A GAFIR for the Gaffers

I enjoyed reading Brad Monterio’s two articles in Strategic Finance on Sustainability Reporting and XBRL and noted that the Gaffers at the IIRC have come up with a new acronym: GAFIR – a Generally Accepted Framework for Integrated Reporting. According to Brad’s article, we might have a GAFIR by 2020, but then again we might not. Now I’m not too fond of waiting a decade for someone else to figure out stuff that I could probably figure out for myself. So I developed a sustainability performance management application to feed our own Rivet Crossfire, which turned out to be a great way to start thinking seriously about holistic reporting formats.

It didn’t take long to come up with two new report formats – I call them Big 4 Impact and the Sustainability Balance Sheet. These reports are generated directly from the sustainability performance data that you ‘collect’ and evidence in the system.

The Big 4 Impact report simply puts four major sustainability issues: Emissions, Energy, Waste and Water on a single page as shown below (demo data) reporting consumption/generation along with mitigation to calculate a realistic impact statement:

holostx-impact

holostx-impact

The Sustainability Balance Sheet creates a new report format for measuring, monitoring and managing your sustainability momentum based on Investment (in sustainability activities), Benefits (gained from sustainability activities) and Goodwill (accumulated by sustainability activities).

holostx-momentum

holostx-momentum

What’s this got to do with XBRL? Well, all the sustainability data collected in this app can be mapped to XBRL taxonomy elements then exported to an XBRL-aware reporting system – like Rivet Crossfire – so that, for example, GRI Indicator data can be combined with SEC GAAP data to produce a truly holistic report with drillaround/down between the two.

Now that’s the power of XBRL for driving the holistic reporting agenda forward.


**WHAT YOU WILL DO:** Once the images are set aside, print the remaining lines below exactly.

Items from a figure collection:
--- START ---

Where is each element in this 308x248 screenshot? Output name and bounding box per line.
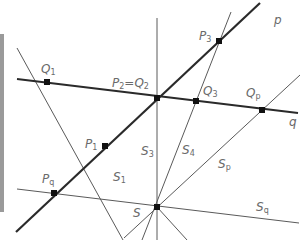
point-qp	[259, 107, 265, 113]
label-q3: Q3	[203, 85, 218, 99]
point-p3	[216, 38, 222, 44]
label-s1: S1	[113, 171, 126, 185]
label-s: S	[133, 207, 141, 219]
label-q: q	[289, 116, 297, 128]
point-pq	[51, 190, 57, 196]
label-p3: P3	[199, 30, 211, 44]
point-q3	[193, 98, 199, 104]
label-qp: Qp	[246, 87, 261, 101]
label-p1: P1	[85, 138, 97, 152]
point-s	[154, 204, 160, 210]
label-p: p	[274, 14, 282, 26]
line-extra	[157, 207, 187, 240]
point-p1	[102, 143, 108, 149]
point-p2-q2	[154, 95, 160, 101]
line-p	[16, 3, 260, 232]
label-sp: Sp	[218, 158, 231, 172]
label-p2-q2: P2=Q2	[112, 77, 149, 91]
point-q1	[44, 79, 50, 85]
label-sq: Sq	[256, 201, 269, 215]
label-pq: Pq	[42, 173, 54, 187]
label-s3: S3	[141, 145, 154, 159]
label-q1: Q1	[41, 63, 56, 77]
label-s4: S4	[182, 144, 195, 158]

--- END ---

**TASK RESULT:**
Where is each element in this 308x248 screenshot? Output name and bounding box per line.
point-qp	[259, 107, 265, 113]
label-q3: Q3	[203, 85, 218, 99]
point-p3	[216, 38, 222, 44]
label-s1: S1	[113, 171, 126, 185]
label-s: S	[133, 207, 141, 219]
label-q: q	[289, 116, 297, 128]
point-pq	[51, 190, 57, 196]
label-p3: P3	[199, 30, 211, 44]
point-q3	[193, 98, 199, 104]
label-qp: Qp	[246, 87, 261, 101]
label-p1: P1	[85, 138, 97, 152]
point-s	[154, 204, 160, 210]
label-p: p	[274, 14, 282, 26]
line-extra	[157, 207, 187, 240]
point-p1	[102, 143, 108, 149]
point-p2-q2	[154, 95, 160, 101]
line-p	[16, 3, 260, 232]
label-sp: Sp	[218, 158, 231, 172]
label-p2-q2: P2=Q2	[112, 77, 149, 91]
point-q1	[44, 79, 50, 85]
label-sq: Sq	[256, 201, 269, 215]
label-pq: Pq	[42, 173, 54, 187]
label-s3: S3	[141, 145, 154, 159]
label-q1: Q1	[41, 63, 56, 77]
label-s4: S4	[182, 144, 195, 158]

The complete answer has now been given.